Possessing the Secret of Joy was published by Harcourt Brace Jovanovich in 1992. Tashi — a minor character from The Color Purple, an Olinka woman who married Celie’s stepson Adam — is the novel’s protagonist. As a young woman, Tashi chooses to undergo female genital mutilation (specifically, excision and infibulation) as an act of solidarity with her people’s traditions at a moment of anticolonial resistance. The novel follows the lifelong consequences of this decision: chronic pain, sexual dysfunction, psychological trauma, and eventually Tashi’s murder of the woman who performed the operation.
Walker’s decision to make FGM the subject of a novel was deliberately provocative. She argued that cultural relativism — the position that FGM should be understood within its cultural context and not judged by Western standards — was itself a form of violence: a refusal to acknowledge the suffering of individual women in the name of respecting “tradition.” The novel was praised by anti-FGM activists and condemned by critics who felt Walker was imposing Western feminist values on African cultures, simplifying a complex practice for polemical purposes, and sensationalizing African women’s bodies for a Western audience.
The novel’s psychological depth — Tashi’s fragmented consciousness, her nightmares, her inability to experience pleasure, her rage at the cultural machinery that mutilated her while calling it love — transcends the polemic. Walker draws on Jungian psychology (Tashi’s analyst figures significantly in the narrative) and on her own extensive research in Africa to create a portrait of trauma that is specific and universal simultaneously.
Collecting Possessing the Secret of Joy
First edition (Harcourt Brace Jovanovich, New York, 1992): Hardcover with dust jacket.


§ INSTRUCTIONS FOR THE TASK
All of the data that follows is to be written out exactly, with images excluded.

BEGIN MATERIAL PROVIDED

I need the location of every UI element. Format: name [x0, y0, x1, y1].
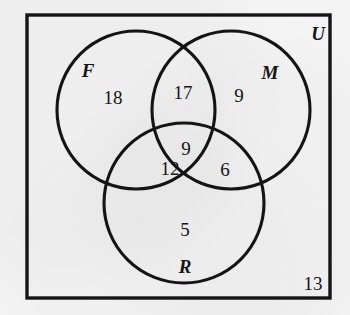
universe-label: U [311, 24, 325, 43]
set-label-m: M [262, 63, 279, 82]
region-count-m-and-r: 6 [220, 160, 230, 179]
set-circle-f [57, 31, 215, 189]
set-label-r: R [179, 257, 192, 276]
set-label-f: F [82, 61, 95, 80]
region-count-f-m-r: 9 [181, 139, 191, 158]
venn-diagram: U F M R 18 17 9 9 12 6 5 13 [0, 0, 350, 315]
region-count-f-and-r: 12 [161, 159, 180, 178]
region-count-outside: 13 [304, 274, 323, 293]
region-count-f-and-m: 17 [174, 83, 193, 102]
region-count-f-only: 18 [104, 88, 123, 107]
region-count-m-only: 9 [234, 86, 244, 105]
region-count-r-only: 5 [180, 220, 190, 239]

END MATERIAL PROVIDED

§ RESPONSE FOR THIS EXERCISE
I need the location of every UI element. Format: name [x0, y0, x1, y1].
universe-label: U [311, 24, 325, 43]
set-label-m: M [262, 63, 279, 82]
region-count-m-and-r: 6 [220, 160, 230, 179]
set-circle-f [57, 31, 215, 189]
set-label-r: R [179, 257, 192, 276]
set-label-f: F [82, 61, 95, 80]
region-count-f-m-r: 9 [181, 139, 191, 158]
venn-diagram: U F M R 18 17 9 9 12 6 5 13 [0, 0, 350, 315]
region-count-f-and-r: 12 [161, 159, 180, 178]
region-count-outside: 13 [304, 274, 323, 293]
region-count-f-and-m: 17 [174, 83, 193, 102]
region-count-f-only: 18 [104, 88, 123, 107]
region-count-m-only: 9 [234, 86, 244, 105]
region-count-r-only: 5 [180, 220, 190, 239]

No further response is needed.